Most Popular
Most Popular sponsored by
Blogs
Sat Sep 6, 12:54 PM
Fri Sep 5, 5:51 PM
Fri Sep 5, 8:18 PM
Fri Sep 5, 6:13 PM
Fri Sep 5, 3:53 PM
Fri Sep 5, 2:14 PM
Fri Sep 5, 2:56 PM
Thu Sep 4, 1:38 PM
Recent Articles
Recent Articles by Andrew Miller
7 p.m. Tuesday, April 22. 2 Cents Plain, 1114 Olive Street
7 p.m. Sunday, April 20. 2 Cents Plain, 1114 Olive Street
7 p.m. Saturday, February 16. Pop's, 1403 Mississippi Avenue, Sauget, Illinois
6 p.m., Monday, January 7. Creepy Crawl, 3524 Washington Boulevard.
8:30 p.m. Wednesday, November 28. Cicero's, 6691 Delmar Boulevard, University City
No related articles found
National Features >
SF Weekly
A blogger steals someone else's life story and calls it her own.
By Ashley Harrell
Westword
How William Orr's quest for better, cheaper gas became a crime.
By Alan Prendergast
Miami New Times
The family of a dead judge blames a creeping fungus in the federal courthouse.
By Tim Elfrink
The Pitch
I worked at Kmart with John McCain's director of strategy.
By Alan Scherstuhl
Xasthur
Defective Epitaph
Published on November 14, 2007
Xasthur's albums are like the musical manifestation of the dementors, the cloaked Harry Potter ghouls whose mere presence robs people of happiness, hope and, with extended exposure, their very souls. Malefic, Xasthur's California-based lone contributor, blends feedback-strangled psychedelic guitar leads, haunted-carnival organs, horror-score strings and white-noise clouds. He alternates between two unsettling vocal approaches: sporadic distant-sounding shrieks, like a prisoner's anguished cries muffled by thick dungeon walls, and feral digestive noises that conjure images of a primal feeding frenzy. Most songs start with a relatively fast-paced backdrop and gloomily tuneful downward-spiraling guitars, before slowing to a dull pulse that yields ominously to silence; these compositions feel as though they were tortured to death. Malefic uses real drums instead of programmed percussion for the first time, and he fumbles with a few early beats. However, by the third track, "Cemetery of Shattered Masks," erratic rhythms have become the least of the melancholy-infected listener's worries.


| TASK DETAILS |
Would you transcribe the entries below word for word, omitting all images?

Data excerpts

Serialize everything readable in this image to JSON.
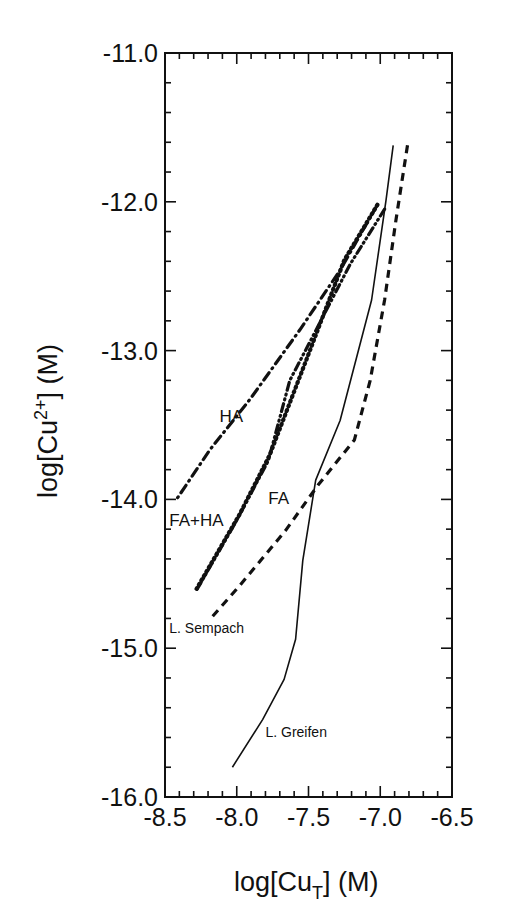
{
  "chart_data": {
    "type": "line",
    "title": "",
    "xlabel": "log[Cu_T] (M)",
    "ylabel": "log[Cu2+] (M)",
    "xlim": [
      -8.5,
      -6.5
    ],
    "ylim": [
      -16.0,
      -11.0
    ],
    "x_ticks": [
      "-8.5",
      "-8.0",
      "-7.5",
      "-7.0",
      "-6.5"
    ],
    "y_ticks": [
      "-11.0",
      "-12.0",
      "-13.0",
      "-14.0",
      "-15.0",
      "-16.0"
    ],
    "grid": false,
    "legend": "none (inline annotations)",
    "series": [
      {
        "name": "L. Greifen",
        "style": "solid",
        "x": [
          -6.91,
          -6.96,
          -7.06,
          -7.28,
          -7.45,
          -7.54,
          -7.59,
          -7.67,
          -7.82,
          -8.03
        ],
        "y": [
          -11.62,
          -11.99,
          -12.66,
          -13.47,
          -13.87,
          -14.41,
          -14.94,
          -15.21,
          -15.48,
          -15.8
        ]
      },
      {
        "name": "L. Sempach",
        "style": "dashed",
        "x": [
          -6.81,
          -6.89,
          -6.97,
          -7.07,
          -7.18,
          -7.43,
          -7.66,
          -7.98,
          -8.19
        ],
        "y": [
          -11.62,
          -12.12,
          -12.66,
          -13.2,
          -13.6,
          -13.9,
          -14.21,
          -14.58,
          -14.81
        ]
      },
      {
        "name": "FA",
        "style": "dotted",
        "x": [
          -7.02,
          -7.25,
          -7.49,
          -7.77,
          -7.98,
          -8.28
        ],
        "y": [
          -12.02,
          -12.39,
          -13.0,
          -13.7,
          -14.1,
          -14.6
        ]
      },
      {
        "name": "HA",
        "style": "dash-dot",
        "x": [
          -7.02,
          -7.28,
          -7.56,
          -7.91,
          -8.19,
          -8.42
        ],
        "y": [
          -12.02,
          -12.46,
          -12.86,
          -13.33,
          -13.67,
          -14.0
        ]
      },
      {
        "name": "FA+HA",
        "style": "dash-dot-dot",
        "x": [
          -6.97,
          -7.21,
          -7.5,
          -7.63,
          -7.78,
          -8.0,
          -8.28
        ],
        "y": [
          -12.05,
          -12.42,
          -12.96,
          -13.2,
          -13.74,
          -14.14,
          -14.61
        ]
      }
    ],
    "annotations": [
      {
        "text": "HA",
        "x": -8.12,
        "y": -13.48
      },
      {
        "text": "FA",
        "x": -7.78,
        "y": -14.03
      },
      {
        "text": "FA+HA",
        "x": -8.47,
        "y": -14.18
      },
      {
        "text": "L. Sempach",
        "x": -8.47,
        "y": -14.9
      },
      {
        "text": "L. Greifen",
        "x": -7.8,
        "y": -15.6
      }
    ]
  },
  "axes": {
    "x_title_main": "log[Cu",
    "x_title_sub": "T",
    "x_title_end": "] (M)",
    "y_title_main": "log[Cu",
    "y_title_sup": "2+",
    "y_title_end": "] (M)"
  }
}
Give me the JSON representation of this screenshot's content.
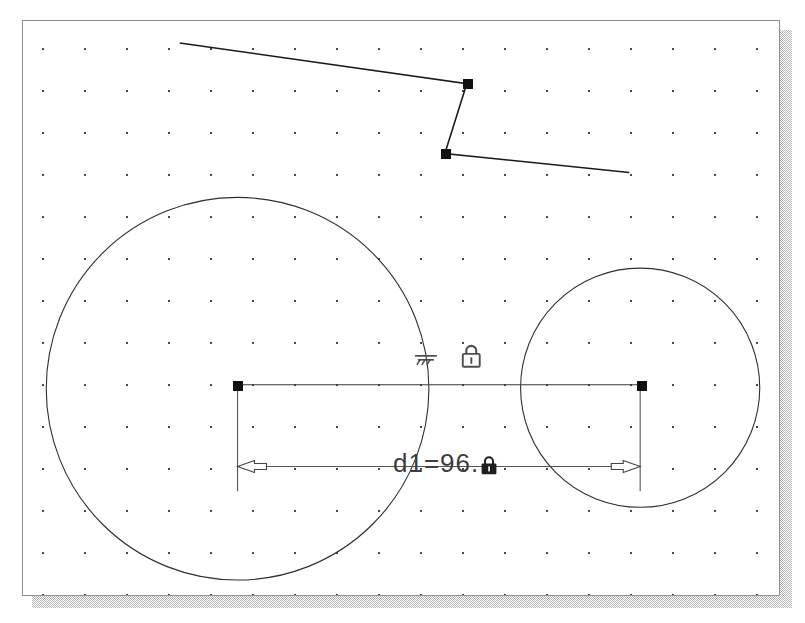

| SOLUTION |
Serialize everything readable in this image to JSON.
{
  "chart_data": {
    "type": "line",
    "title": "",
    "xlabel": "log[Cu_T] (M)",
    "ylabel": "log[Cu2+] (M)",
    "xlim": [
      -8.5,
      -6.5
    ],
    "ylim": [
      -16.0,
      -11.0
    ],
    "x_ticks": [
      "-8.5",
      "-8.0",
      "-7.5",
      "-7.0",
      "-6.5"
    ],
    "y_ticks": [
      "-11.0",
      "-12.0",
      "-13.0",
      "-14.0",
      "-15.0",
      "-16.0"
    ],
    "grid": false,
    "legend": "none (inline annotations)",
    "series": [
      {
        "name": "L. Greifen",
        "style": "solid",
        "x": [
          -6.91,
          -6.96,
          -7.06,
          -7.28,
          -7.45,
          -7.54,
          -7.59,
          -7.67,
          -7.82,
          -8.03
        ],
        "y": [
          -11.62,
          -11.99,
          -12.66,
          -13.47,
          -13.87,
          -14.41,
          -14.94,
          -15.21,
          -15.48,
          -15.8
        ]
      },
      {
        "name": "L. Sempach",
        "style": "dashed",
        "x": [
          -6.81,
          -6.89,
          -6.97,
          -7.07,
          -7.18,
          -7.43,
          -7.66,
          -7.98,
          -8.19
        ],
        "y": [
          -11.62,
          -12.12,
          -12.66,
          -13.2,
          -13.6,
          -13.9,
          -14.21,
          -14.58,
          -14.81
        ]
      },
      {
        "name": "FA",
        "style": "dotted",
        "x": [
          -7.02,
          -7.25,
          -7.49,
          -7.77,
          -7.98,
          -8.28
        ],
        "y": [
          -12.02,
          -12.39,
          -13.0,
          -13.7,
          -14.1,
          -14.6
        ]
      },
      {
        "name": "HA",
        "style": "dash-dot",
        "x": [
          -7.02,
          -7.28,
          -7.56,
          -7.91,
          -8.19,
          -8.42
        ],
        "y": [
          -12.02,
          -12.46,
          -12.86,
          -13.33,
          -13.67,
          -14.0
        ]
      },
      {
        "name": "FA+HA",
        "style": "dash-dot-dot",
        "x": [
          -6.97,
          -7.21,
          -7.5,
          -7.63,
          -7.78,
          -8.0,
          -8.28
        ],
        "y": [
          -12.05,
          -12.42,
          -12.96,
          -13.2,
          -13.74,
          -14.14,
          -14.61
        ]
      }
    ],
    "annotations": [
      {
        "text": "HA",
        "x": -8.12,
        "y": -13.48
      },
      {
        "text": "FA",
        "x": -7.78,
        "y": -14.03
      },
      {
        "text": "FA+HA",
        "x": -8.47,
        "y": -14.18
      },
      {
        "text": "L. Sempach",
        "x": -8.47,
        "y": -14.9
      },
      {
        "text": "L. Greifen",
        "x": -7.8,
        "y": -15.6
      }
    ]
  },
  "axes": {
    "x_title_main": "log[Cu",
    "x_title_sub": "T",
    "x_title_end": "] (M)",
    "y_title_main": "log[Cu",
    "y_title_sup": "2+",
    "y_title_end": "] (M)"
  }
}
Give me the JSON representation of this screenshot's content.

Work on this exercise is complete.